Review
Diana Vreeland: The Eye Has to Travel
When: Friday, 9:15 p.m.
Where: Empire Capitol 6
Rating: Four stars
--------------------------
You don’t need to have a passion for fashion to appreciate this lively, mesmerizing and affectionate portrait of the late Diana Vreeland, the fabulously candid and witty Paris-born glamour icon best known for her legendary gigs as fashion editor of Harper’s Bazaar and editor-in-chief of Vogue. This illuminating documentary is “absolutely divine,” to use a phrase favoured by the eminently quotable, unrepentant trend-setter, who discovered “Betty” Bacall and famously encouraged future stars such as Twiggy, Barbra Streisand and Mick Jagger (“Mmmm … those lips”) to turn their perceived imperfections into fashion assets. Dozens of actors, designers, photogaphers, former models and assistants, including Ali McGraw, Lauren Hutton, Marisa Berenson, Givenchy, Calvin Klein, Anjelica Huston and Joel Schumacher, reminisce and pontificate about the taste-maker’s enduring impact. Their colourful testimony is intercut with taped audio footage of the self-mythologizing visionary herself, commenting on everything from the birth of the bikini (“It was the biggest thing since the atom bomb”) to Hitler’s moustache (“It was just wrong”), with matching black-and-white footage, as well as flashbacks to entertaining tête-à-têtes with broadcast legends from Dick Cavett to Diane Sawyer. Actors also voice material from the transcript of conversations the influential fashion doyenne had with friend and fellow cultural icon George Plimpton for her biography D.V. As directed by the subject’s granddaughter-in-law Lisa Immordino Vreeland, this is a compulsively watchable, if obviously selective, tribute to the outlandishly autocratic diva, whose bon mots — from “Pink is the navy blue of India” to “The best thing about London is Paris” — never wear out their welcome. Like her own life, this valentine to Vreeland is anything but boring.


▶ _REQUIRED WORK_: Verbatim copy, pictures excluded: every line from the one with "Detect wheel and" through the final line of the data below, and no other line.

[Stored data entries]
-- -- --
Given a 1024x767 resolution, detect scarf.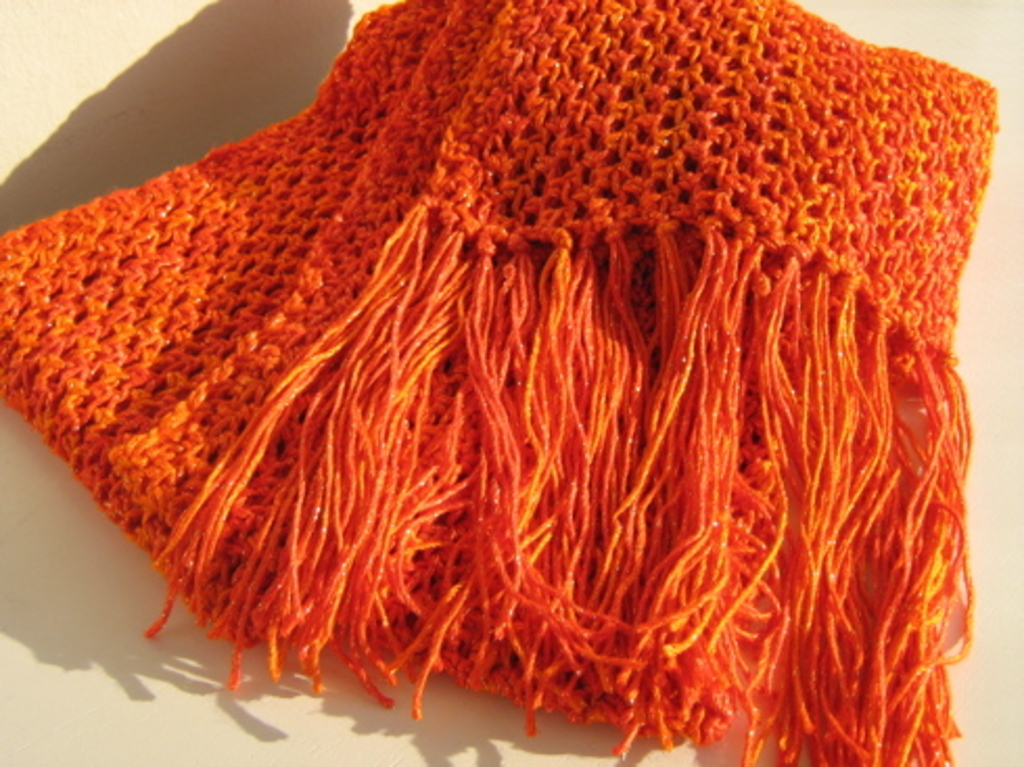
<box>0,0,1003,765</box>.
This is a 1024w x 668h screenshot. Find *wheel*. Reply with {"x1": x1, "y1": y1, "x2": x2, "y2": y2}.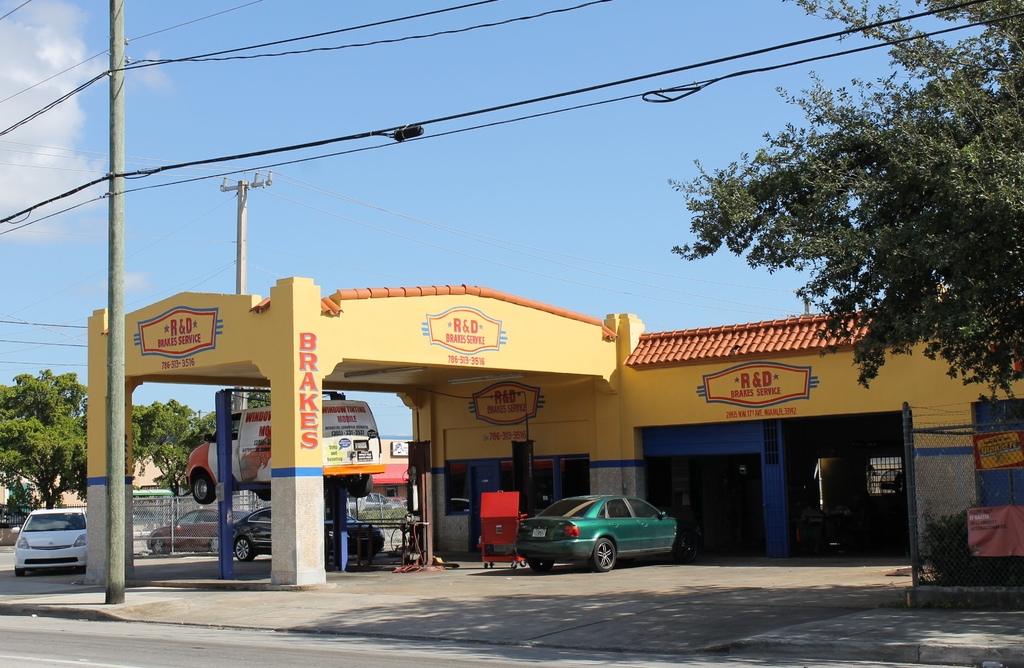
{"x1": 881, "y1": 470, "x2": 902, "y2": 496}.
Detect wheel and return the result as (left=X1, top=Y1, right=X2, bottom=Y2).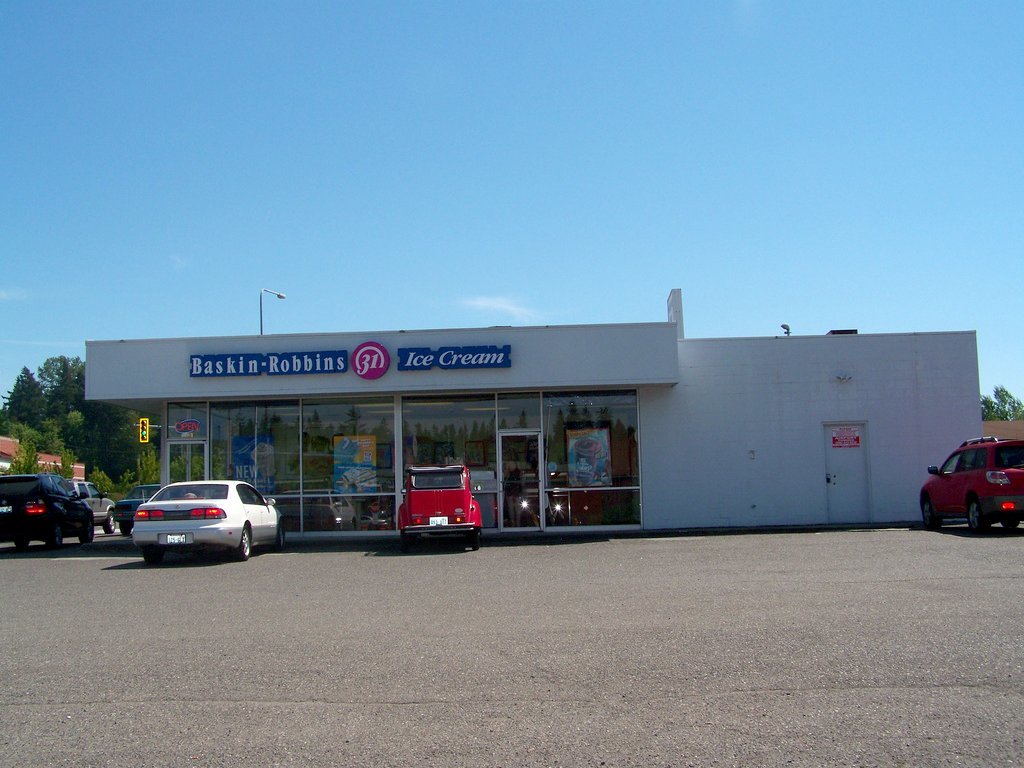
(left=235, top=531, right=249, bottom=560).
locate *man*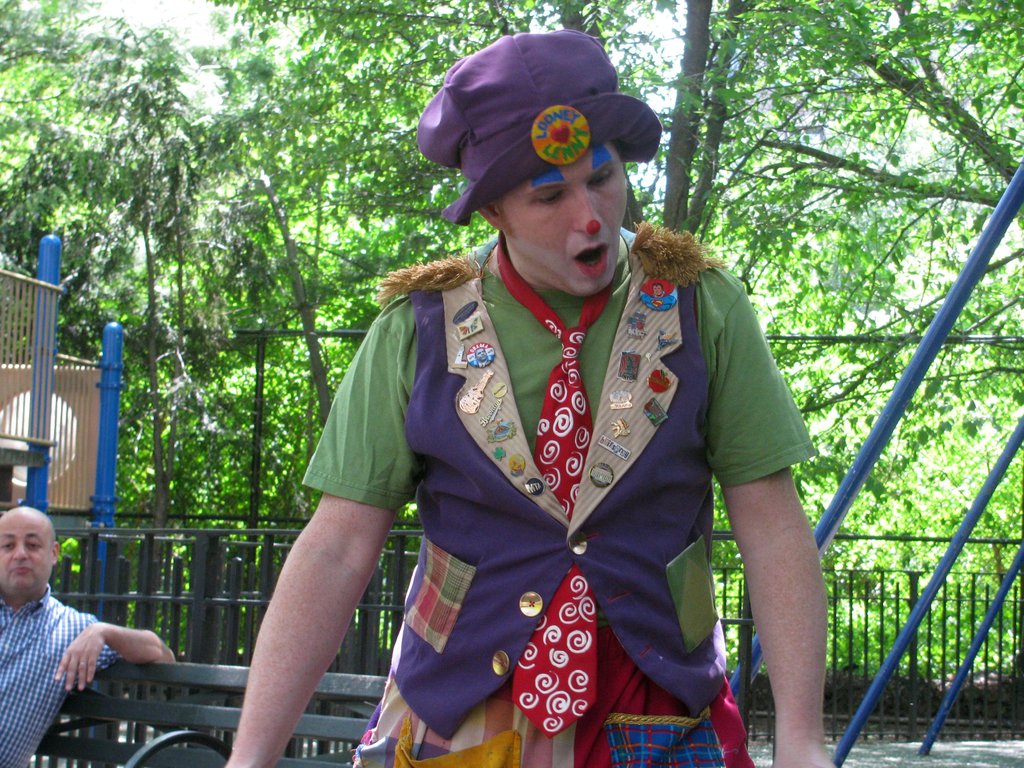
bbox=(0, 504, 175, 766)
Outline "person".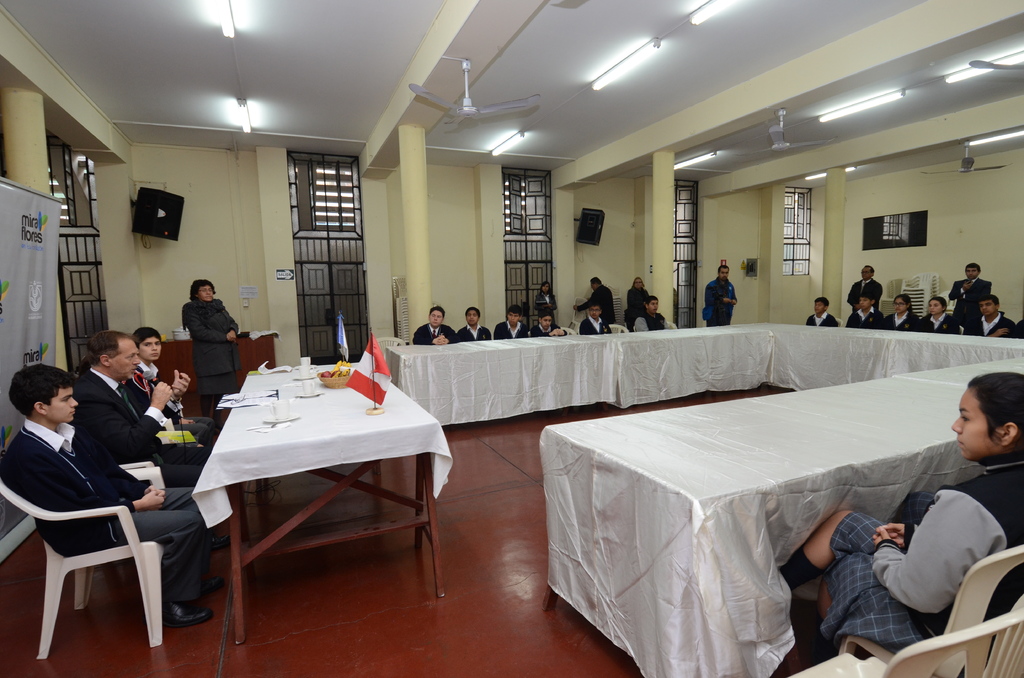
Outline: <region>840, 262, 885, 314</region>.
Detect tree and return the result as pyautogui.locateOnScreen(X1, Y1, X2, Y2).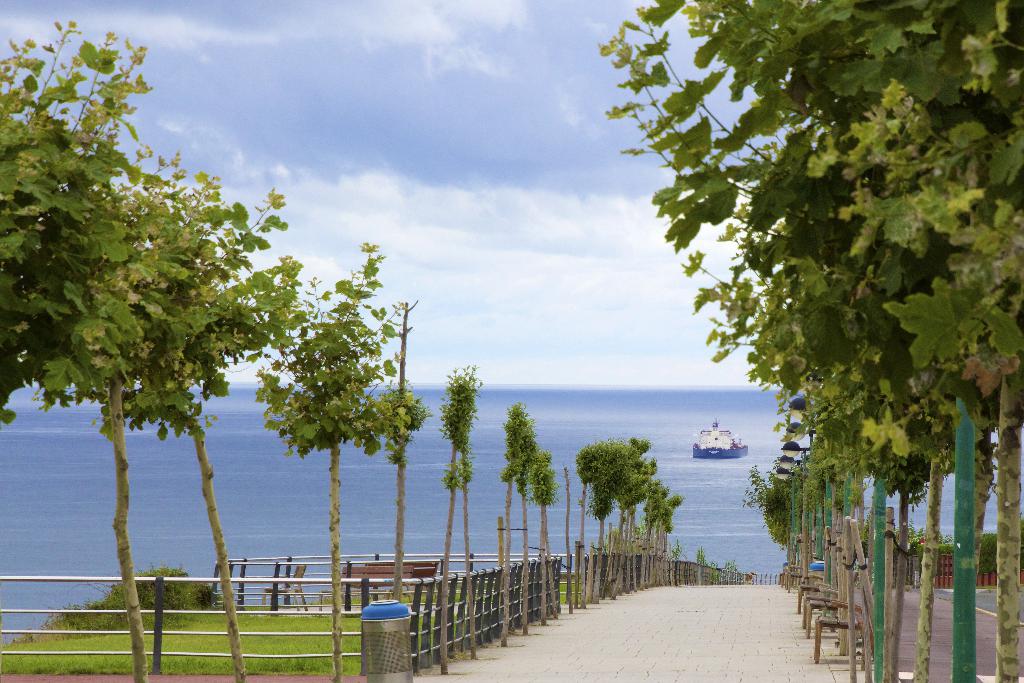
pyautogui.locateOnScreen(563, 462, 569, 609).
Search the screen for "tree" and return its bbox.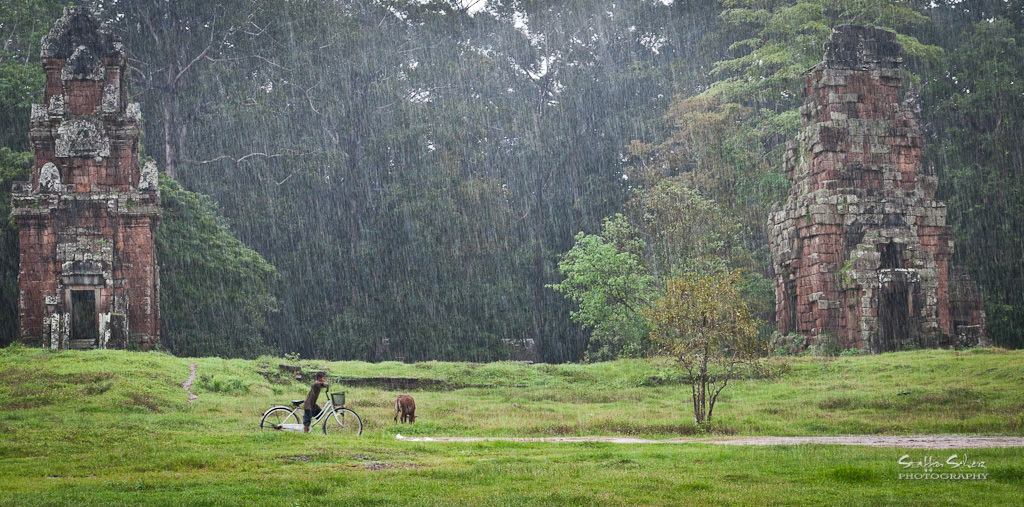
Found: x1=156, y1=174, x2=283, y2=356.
-- -- --
▶ _SOLUTION FOR THIS TASK_:
Detect wheel and return the result as (left=X1, top=Y1, right=X2, bottom=Y2).
(left=235, top=531, right=249, bottom=560).
locate *man*
bbox=(0, 504, 175, 766)
Outline "person".
Outline: <region>840, 262, 885, 314</region>.
Detect tree and return the result as pyautogui.locateOnScreen(X1, Y1, X2, Y2).
pyautogui.locateOnScreen(563, 462, 569, 609).
Search the screen for "tree" and return its bbox.
Found: x1=156, y1=174, x2=283, y2=356.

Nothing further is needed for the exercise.